The office issued an exhaustive document request of publicly available election materials which it said will cover about 35% of all votes cast in the November 2020 General Election in Texas.
“Texas is leading in election integrity. As we embark on Phase 2 of our agency’s Full Forensic Audit of the 2020 Election, we want to ensure every single eligible Texas voter knows that ballots in Texas are being properly processed, tabulated, and reported by county election officials in accordance with state and federal law,” Scott said in a news release.
Texas is not the only state to have funded election integrity initiatives. Wisconsin taxpayers have funded $700,000 worth of initiatives and Arizona taxpayers are funding a continued investigation into the 2020 election.

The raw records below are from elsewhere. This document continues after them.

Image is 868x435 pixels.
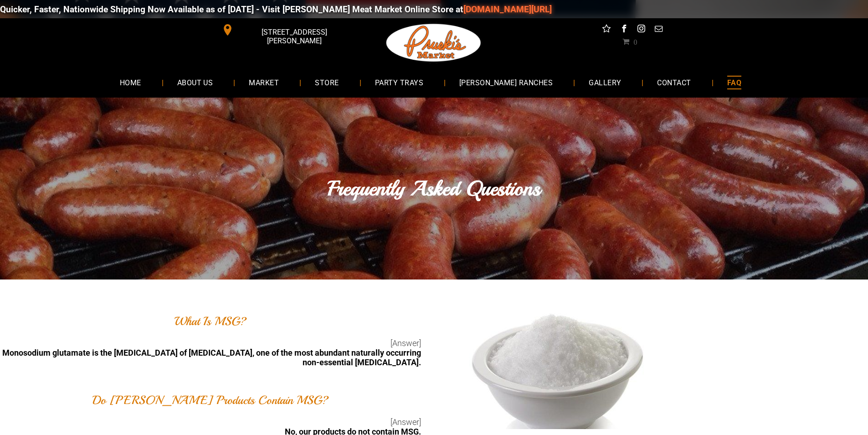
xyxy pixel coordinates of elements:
[653,23,665,37] a: email
[216,23,355,37] a: [STREET_ADDRESS][PERSON_NAME]
[643,70,704,94] a: CONTACT
[301,70,352,94] a: STORE
[175,314,247,329] font: What Is MSG?
[634,38,637,45] span: 0
[618,23,630,37] a: facebook
[601,23,612,37] a: Social network
[635,23,647,37] a: instagram
[328,175,541,201] font: Frequently Asked Questions
[164,70,227,94] a: ABOUT US
[391,338,421,348] span: [Answer]
[93,393,329,408] font: Do [PERSON_NAME] Products Contain MSG?
[446,70,567,94] a: [PERSON_NAME] RANCHES
[106,70,155,94] a: HOME
[391,417,421,427] span: [Answer]
[714,70,755,94] a: FAQ
[447,309,675,429] img: msg-1920w.jpg
[235,70,293,94] a: MARKET
[2,348,421,367] b: Monosodium glutamate is the [MEDICAL_DATA] of [MEDICAL_DATA], one of the most abundant naturally ...
[235,24,353,49] span: [STREET_ADDRESS][PERSON_NAME]
[361,70,437,94] a: PARTY TRAYS
[575,70,635,94] a: GALLERY
[385,18,483,68] img: Pruski-s+Market+HQ+Logo2-1920w.png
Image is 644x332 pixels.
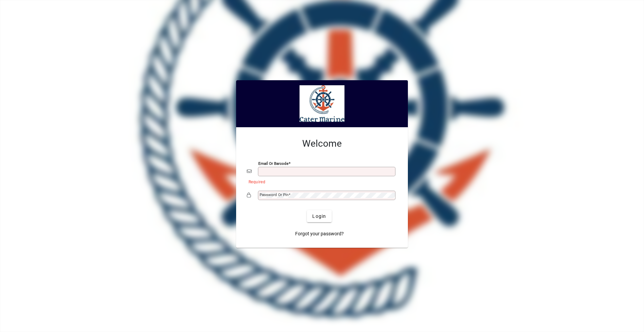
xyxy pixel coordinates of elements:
[296,231,344,237] span: Forgot your password?
[260,193,289,197] mat-label: Password or Pin
[247,138,397,149] h2: Welcome
[249,178,392,185] mat-error: Required
[259,161,289,166] mat-label: Email or Barcode
[312,213,327,220] span: Login
[308,210,332,223] button: Login
[293,228,346,240] a: Forgot your password?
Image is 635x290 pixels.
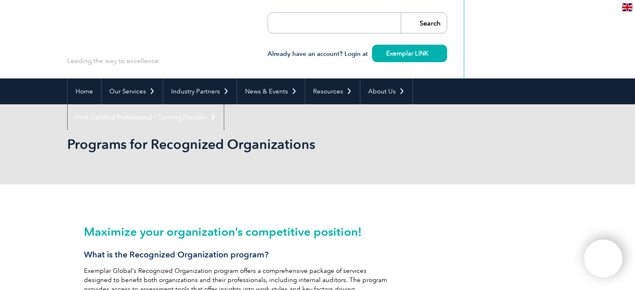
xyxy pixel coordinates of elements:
a: Resources [305,79,360,104]
img: en [623,3,633,11]
a: Our Services [102,79,163,104]
p: Leading the way to excellence [67,56,159,66]
span: Maximize your organization’s competitive position! [84,225,362,239]
img: svg+xml;nitro-empty-id=MzUxOjIzMg==-1;base64,PHN2ZyB2aWV3Qm94PSIwIDAgMTEgMTEiIHdpZHRoPSIxMSIgaGVp... [429,51,433,56]
h3: What is the Recognized Organization program? [84,250,393,260]
a: Home [68,79,101,104]
a: About Us [361,79,413,104]
input: Search [401,13,447,33]
a: Exemplar LINK [372,45,447,62]
img: svg+xml;nitro-empty-id=MTU1MDoxMTY=-1;base64,PHN2ZyB2aWV3Qm94PSIwIDAgNDAwIDQwMCIgd2lkdGg9IjQwMCIg... [593,249,614,269]
a: Find Certified Professional / Training Provider [68,104,224,130]
a: Industry Partners [163,79,237,104]
h3: Already have an account? Login at [268,49,447,59]
h2: Programs for Recognized Organizations [67,138,418,151]
a: News & Events [237,79,305,104]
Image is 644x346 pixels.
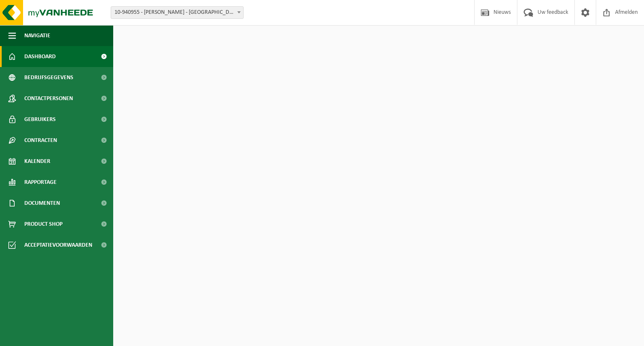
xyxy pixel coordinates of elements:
span: Product Shop [24,214,62,234]
span: Navigatie [24,25,50,46]
span: 10-940955 - DECKERS MARC CVBA - KALMTHOUT [111,6,244,19]
span: Acceptatievoorwaarden [24,234,92,255]
span: Gebruikers [24,109,56,130]
span: Contactpersonen [24,88,73,109]
span: Dashboard [24,46,56,67]
span: Rapportage [24,172,57,193]
span: Documenten [24,193,60,214]
span: Bedrijfsgegevens [24,67,73,88]
span: Kalender [24,151,50,172]
span: 10-940955 - DECKERS MARC CVBA - KALMTHOUT [111,6,243,18]
span: Contracten [24,130,57,151]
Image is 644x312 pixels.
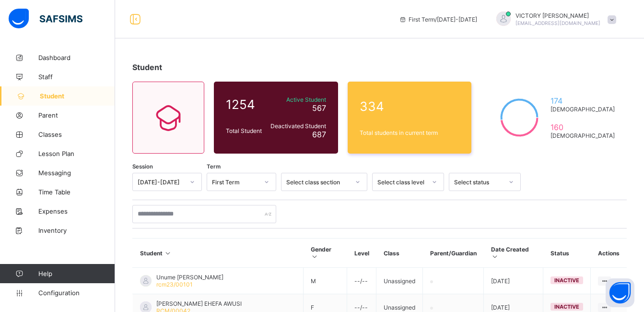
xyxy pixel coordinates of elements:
span: Student [40,92,115,100]
span: Dashboard [38,54,115,62]
span: inactive [554,303,579,310]
span: Active Student [269,96,326,103]
div: Select class section [286,178,350,186]
span: inactive [554,277,579,283]
span: Deactivated Student [269,123,326,129]
td: [DATE] [484,268,543,294]
span: [DEMOGRAPHIC_DATA] [551,106,615,113]
th: Parent/Guardian [423,238,484,268]
span: Time Table [38,188,115,196]
th: Level [347,238,376,268]
th: Actions [591,238,627,268]
span: Classes [38,130,115,138]
th: Class [376,238,423,268]
th: Status [543,238,591,268]
th: Gender [304,238,347,268]
td: M [304,268,347,294]
span: 334 [360,99,460,114]
span: Parent [38,111,115,119]
span: 567 [312,103,326,113]
i: Sort in Ascending Order [164,250,172,257]
span: Session [132,163,153,170]
span: 160 [551,123,615,132]
span: rcm23/00101 [156,281,193,288]
div: Select class level [377,178,426,186]
div: VICTORYEMMANUEL [487,12,621,27]
span: VICTORY [PERSON_NAME] [516,12,600,19]
button: Open asap [606,278,634,307]
span: [DEMOGRAPHIC_DATA] [551,132,615,139]
span: Term [207,163,221,170]
span: Help [38,270,115,277]
span: Student [132,62,162,72]
span: Expenses [38,207,115,215]
span: 174 [551,96,615,106]
td: --/-- [347,268,376,294]
span: Lesson Plan [38,150,115,157]
span: Staff [38,73,115,80]
th: Student [133,238,304,268]
div: Select status [454,178,503,186]
div: First Term [212,178,259,186]
img: safsims [9,9,82,29]
span: 687 [312,129,326,139]
div: Total Student [223,125,267,137]
span: Inventory [38,226,115,234]
i: Sort in Ascending Order [311,253,319,260]
span: [PERSON_NAME] EHEFA AWUSI [156,300,242,307]
span: Total students in current term [360,129,460,136]
span: [EMAIL_ADDRESS][DOMAIN_NAME] [516,20,600,26]
span: Unume [PERSON_NAME] [156,273,223,281]
span: Messaging [38,169,115,176]
td: Unassigned [376,268,423,294]
th: Date Created [484,238,543,268]
span: Configuration [38,289,115,296]
i: Sort in Ascending Order [491,253,499,260]
span: session/term information [399,16,477,23]
div: [DATE]-[DATE] [138,178,184,186]
span: 1254 [226,97,264,112]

Even so, Kevin Boyle ,a professor of American History at Northwestern University, said an audit — even if it proves the previously established results to be accurate and Biden is the rightful president — will not strengthen beliefs in a system GOP elected officials are determined to tear down.
Boyle said he believes unless Republican leaders stand up to what is the fundamental truth, that the election was not stolen and there is no widespread voter fraud, Texans will continue to see a push by GOP leaders for more election restrictions.
“They understand this election wasn’t stolen, but they’re not saying that they are not standing up to that fundamental lie. That’s what needs to happen in the United States,” Boyle said. “Republican leadership sees a political advantage in pushing this lie, and by doing that, they are threatening the democratic system.”
He added: “We need people and there are people in the [Republican] party … to say the nation matters more than your political advantage.”